After a couple weeks of attacks on Ukraine by Russian forces, much of Ukraine has now been destroyed. Millions have fled their country for fear of death. Their homes have been destroyed and their families have been separated as older members, women and children left, but younger men remained to fight for their freedom.
Many farmers have stayed to look after their animals and continue with feeding, milking and all the regular farm chores just like there was nothing going on. People with only a few animals said goodbye and turned them loose in the nearby . . .
woods to fend for themselves as their care-taking families fled the country. Dairy farmers must continue to milk their animals and dump the milk, even if the dairies that normally processed their milk are gone.
Ukraine is known as the breadbasket of Europe because their farmers supplied a major part of the grain to many smaller countries with a small land base. The major grain port and grain elevators are now in the hands of Russia with some huge grain elevators destroyed by bombing.
If you were a farmer in Ukraine what would you plant? How much would you spend? Would you be alive to harvest? Would you even be alive to plant? Would you want your family to take over your farm?
We have noticed fuel, cereal, and other everyday products prices have skyrocketed because the ongoing war has disrupted or totally cutoff supply chains from Ukraine and Russia. Neither fuel nor food prices will return to prices we were used to for many, many years, if ever.
Canada has and can supply more fuel and food than Canadians need but, since the international market prices are elevated, Canadian prices will follow. Canadian farmers were already worried about rises in prices for fertilizer, seed and other chemicals doubling before the Russian invasion of Ukraine but now the fuel needed to plant, harvest and transport crops has more than doubled too.
Many people wonder why prices for products that Canada has a surplus of such as gas, all cereal products, meat, dairy products, and even potash fertilizer has skyrocketed? There are only four major international companies that buy, sell and market grain in the world. There are also only a handful of petroleum companies in the world. There are also only a handful of chemical companies that control fertilizer, seed and crop chemicals in our world. They have always been interested in making profits to keep their shareholders happy.
For too many years, too many people in this world denied climate change that our scientists have warned us about for the past decade or more. Before this invasion of Ukraine by Russia even started, most of the world agreed that we must address this for real war on reducing, stopping and reversing climate change.

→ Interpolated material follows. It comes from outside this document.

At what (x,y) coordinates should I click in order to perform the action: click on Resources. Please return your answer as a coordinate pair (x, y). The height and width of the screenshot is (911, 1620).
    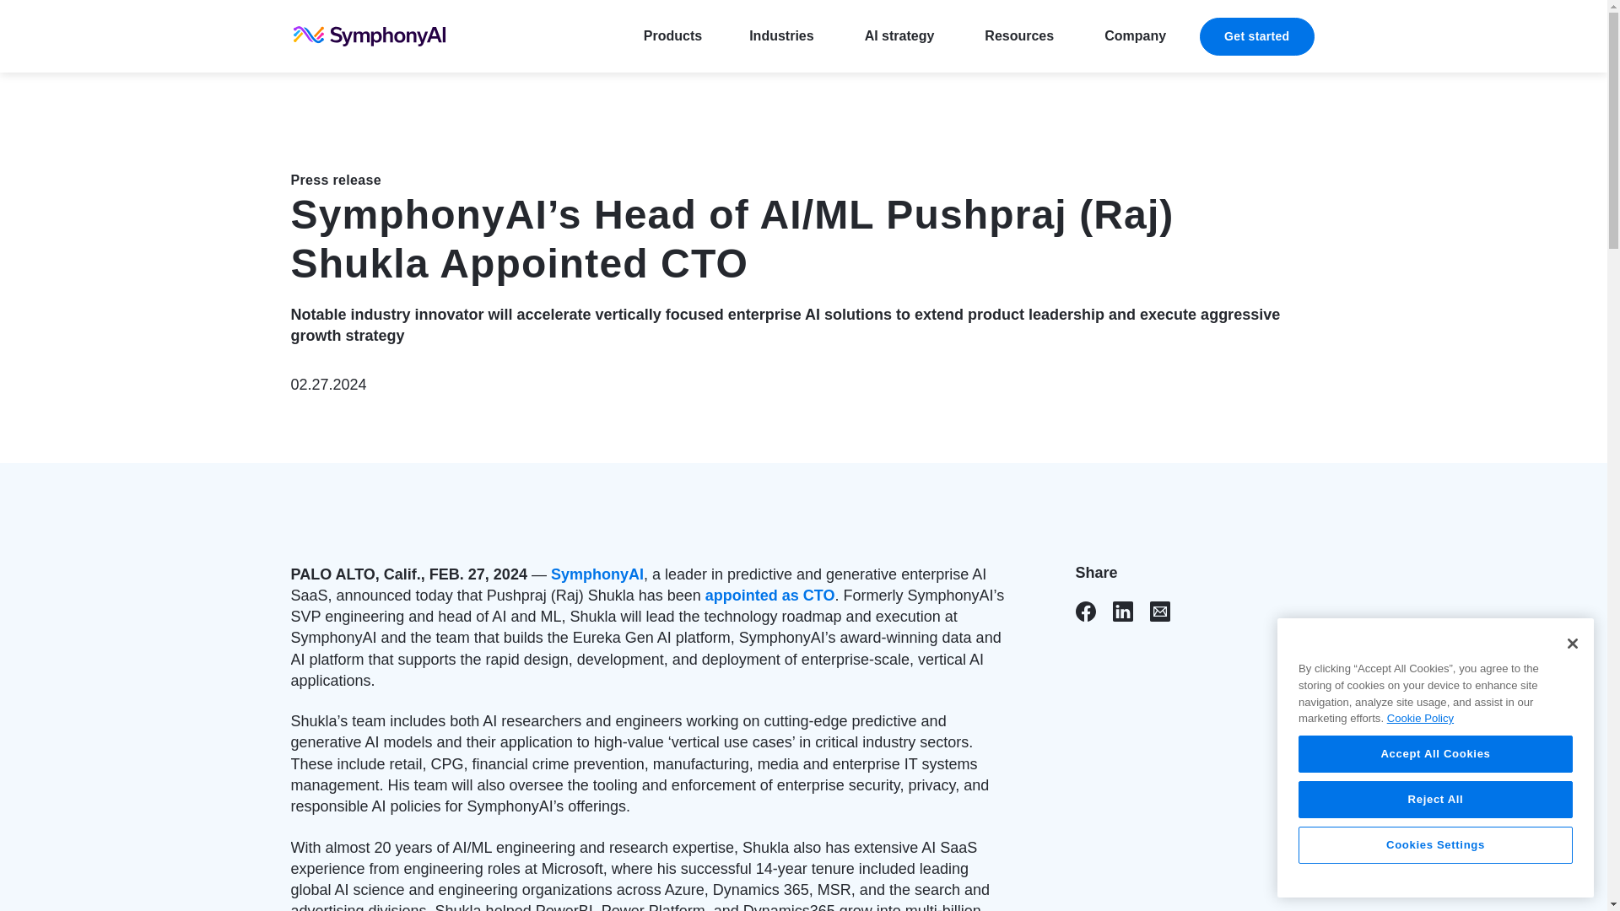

Farmers had become used to listening to some huge, profitable chemical companies tell them that if they used their crop sprays and the seeds engineered to go with them, that life on the farm would be more productive and more profitable. Now farmers are being told that they must return to the way grandpa or even great-grandpa grew crops, only with new scientific reasons and methods to look after our soil and grow crops. For most of today’s farmers this is going to be the largest change in their lives and will require some high speed training and lots of experimental work on the farm. This is all coming at a time when the world needs more food and everyone is complaining about how expensive everything is.
So, what will our farmers plant is this spring? Ukraine was a huge producer of corn, wheat, barley, canola, potatoes, sunflower seed, sugar beets, milk, soybeans and many other vegetables. Because of the skyrocketing costs of fertilizer and fuel, all farmers initially look for something less expensive to plant. Famers will always be looking at what crops they need to make a balanced ration for their animals with as little purchased feeds as possible. With the extreme price increase in wheat price, some western grain farmers will be looking to plant more wheat.
If canola and soybean prices escalate, margarine prices may make butter more appealing to some. A trip to the gym burning that $2/litre of gas may make weeding a little garden in the back yard look like a very productive and less expensive exercise. Even growing a few tomatoes and veggies in flower pots on the balcony could not only give satisfaction to a balcony farmer but knock a few dollars off the food budget. At our house there is now a little herb greenhouse in the kitchen window. Grandma always kept a couple flower plants of parsley on the kitchen window sill beside the African violets, so there is nothing new here.
As we watch millions of Ukraine refugees scramble for their lives while carrying a child or a pet, we place new values on clean air and water, safe food and a safe place to sleep at night. Freedom is a luxury that too many in this world never know.
My dad once said, “Nothing like a few bad days to make us appreciate a good day.”